Whatever means we use to check for ’60s-style vital signs, we can be sure that Garcia’s death has not silenced the loose, noodlin’, easygoing improvisational music that was the Dead’s hallmark. Trade in both “official” and amateur bootlegs of past Dead shows remains brisk. And Dead cover bands are springing up all over the place, like so many … er, mushrooms.

Dead drummer Mickey Hart’s Further Festival — an ongoing cycle of artists who admire the spirit behind Garcia’s music — continues to attract attention. The JGB — otherwise known as the un-dead members of The Jerry Garcia Band — is doing surprisingly well. And bands like Phish and Widespread Panic pay regular homage to Garcia’s mastery by drawing openly from the Dead’s wellspring of spontaneity.

That said, now may be as good a time as any to remember that the Dead didn’t invent improvisation. Decades before they started truckin’, jazz combos were playing atmospherically loose, but technically tight, sets of new and reshaped old tunes — marked by flexible chording and solos (sometimes tortuous) of no preset length — laying down some of the finest flights of fancy on record.

But the Dead had a genius for translating those fluid melodic lines — so associated with intimate venues — to a stadium setting.
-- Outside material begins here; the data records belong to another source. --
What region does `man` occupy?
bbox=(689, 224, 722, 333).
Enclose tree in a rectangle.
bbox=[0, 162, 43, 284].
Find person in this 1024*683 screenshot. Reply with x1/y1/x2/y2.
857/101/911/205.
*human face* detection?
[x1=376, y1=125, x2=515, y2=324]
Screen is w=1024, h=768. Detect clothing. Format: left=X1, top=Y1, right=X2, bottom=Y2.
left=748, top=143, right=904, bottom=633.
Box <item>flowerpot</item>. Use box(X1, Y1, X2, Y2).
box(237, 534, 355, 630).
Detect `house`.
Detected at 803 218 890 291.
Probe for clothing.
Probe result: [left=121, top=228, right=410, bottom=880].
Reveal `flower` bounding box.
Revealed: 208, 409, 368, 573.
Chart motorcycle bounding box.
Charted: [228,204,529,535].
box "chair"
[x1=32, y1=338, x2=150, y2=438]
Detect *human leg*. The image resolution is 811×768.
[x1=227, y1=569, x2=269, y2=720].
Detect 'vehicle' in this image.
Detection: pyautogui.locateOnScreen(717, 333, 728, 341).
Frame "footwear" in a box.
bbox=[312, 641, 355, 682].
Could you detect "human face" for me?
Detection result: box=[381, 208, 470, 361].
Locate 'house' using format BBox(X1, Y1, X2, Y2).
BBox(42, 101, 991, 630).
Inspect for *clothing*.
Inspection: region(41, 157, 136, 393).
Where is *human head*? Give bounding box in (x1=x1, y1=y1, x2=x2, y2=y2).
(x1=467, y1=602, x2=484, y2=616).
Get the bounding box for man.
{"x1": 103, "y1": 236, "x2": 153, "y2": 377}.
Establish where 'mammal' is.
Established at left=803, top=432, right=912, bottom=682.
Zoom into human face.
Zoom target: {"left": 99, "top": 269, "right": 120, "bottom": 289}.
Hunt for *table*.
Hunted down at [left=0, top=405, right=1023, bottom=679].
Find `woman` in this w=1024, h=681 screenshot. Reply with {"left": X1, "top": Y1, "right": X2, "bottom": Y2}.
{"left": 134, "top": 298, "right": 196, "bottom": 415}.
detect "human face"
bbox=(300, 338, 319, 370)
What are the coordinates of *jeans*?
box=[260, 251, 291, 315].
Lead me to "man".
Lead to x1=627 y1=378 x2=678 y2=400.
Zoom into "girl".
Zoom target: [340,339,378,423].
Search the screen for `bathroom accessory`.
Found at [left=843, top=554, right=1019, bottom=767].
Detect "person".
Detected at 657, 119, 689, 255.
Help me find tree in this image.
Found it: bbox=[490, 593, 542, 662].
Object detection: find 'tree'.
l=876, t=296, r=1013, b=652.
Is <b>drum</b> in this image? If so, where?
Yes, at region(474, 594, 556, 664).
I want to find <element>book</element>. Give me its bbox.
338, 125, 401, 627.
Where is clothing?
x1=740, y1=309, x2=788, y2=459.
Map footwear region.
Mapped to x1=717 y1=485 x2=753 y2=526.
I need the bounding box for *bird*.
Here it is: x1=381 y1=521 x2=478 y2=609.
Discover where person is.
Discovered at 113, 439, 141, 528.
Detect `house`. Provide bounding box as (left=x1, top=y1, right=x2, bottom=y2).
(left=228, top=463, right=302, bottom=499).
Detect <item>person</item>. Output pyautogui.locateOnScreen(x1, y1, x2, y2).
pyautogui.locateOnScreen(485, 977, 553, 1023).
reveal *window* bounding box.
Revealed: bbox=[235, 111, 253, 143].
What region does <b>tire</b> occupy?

So it may come as no surprise to generous — or is it cynical? — souls that a quartet of reigning jazz and fusion artists has gotten together to tap into that popular vein and see where it leads.

Drummer Billy Cobham’s technically brilliant and powerful work with the influential proto-fusion band Dreams, and later with Miles Davis (on eight albums, including the seminal Bitches Brew) and The Mahavishnu Orchestra, pretty much set the standard for modern jazz, art-rock and fusion drumming. Jimmy Herring, the most rock-influenced of the quartet, is a guitar god to fans of neo-hippie music, jamming with the likes of Phish, Blues Traveler and Bruce Hornsby on the H.O.R.D.E. tour. Alphonso Johnson has played bass and Chapman Stick (a 10-string electronic touchboard) with such kingpins as Weather Report, Chuck Mangione, Quincy Jones, George Duke, Lee Ritenour and Sarah Vaughan. Keyboardist T. Lavitz, co-founder of the legendary Dixie Dregs, was voted Best New Talent in 1981 by Keyboard — and, in 1992, won the magazine’s coveted Jazz Keyboard Player of the Year award. It’s said that Jerry had an especial love for T’s playing: When Dead keyboardist Brent Mydland overdosed, only T’s lack of vocal capability kept him from stepping in.

These are the luminaries who make up Jazz Is Dead. Their stated purpose, says their press release, is to perform “jazz explorations of music from [the] Grateful Dead … embark[ing] from the compass point of Garcia and company’s most complex and audacious material, culled from many periods of their storied history. From there, the musical heading is unknown … .”

Also on the bill is very special guest Merl Saunders. Live at Keystone — the recording Saunders made with Garcia, Steve Kahn and John Vitt — is often cited as the best extracurricular electric performance by any members of the Dead (trust Deadheads to have such a subheaded list). More recently, Saunders and his Hammond B-3 organ have been touring, to wide acclaim, with The Rainforest Band.

Jazz Is Dead is a spanking-new venture of the get-it-while-it-lasts variety. The band hit the road at the beginning of January to play a whirlwind 22 gigs in 26 days. No tapes are available — and the artists were too booked to interview — so it’s hard to guess what shape the sound will take. According to the omniscient press kit, the group’s repertoire will include “jazz-infused interpretations” of such Dead classics as “Blues For Allah,” “Dark Star,” “The Eleven,” “St. Stephen” and “Truckin'” — but the word “jazz” means many different things to different people. Will we be charmed and inspired by a warm and sophisticated homage to the improvisation’s popular heart? Or will we be riveted to our chairs by chilling fascination as an aural autopsy of the Dead unfolds?

Whatever happens, hearing the cool-as-ice stylings of Cobham and Co. — not to mention Merl Saunders — is bound to convince you that jazz is anything but dead.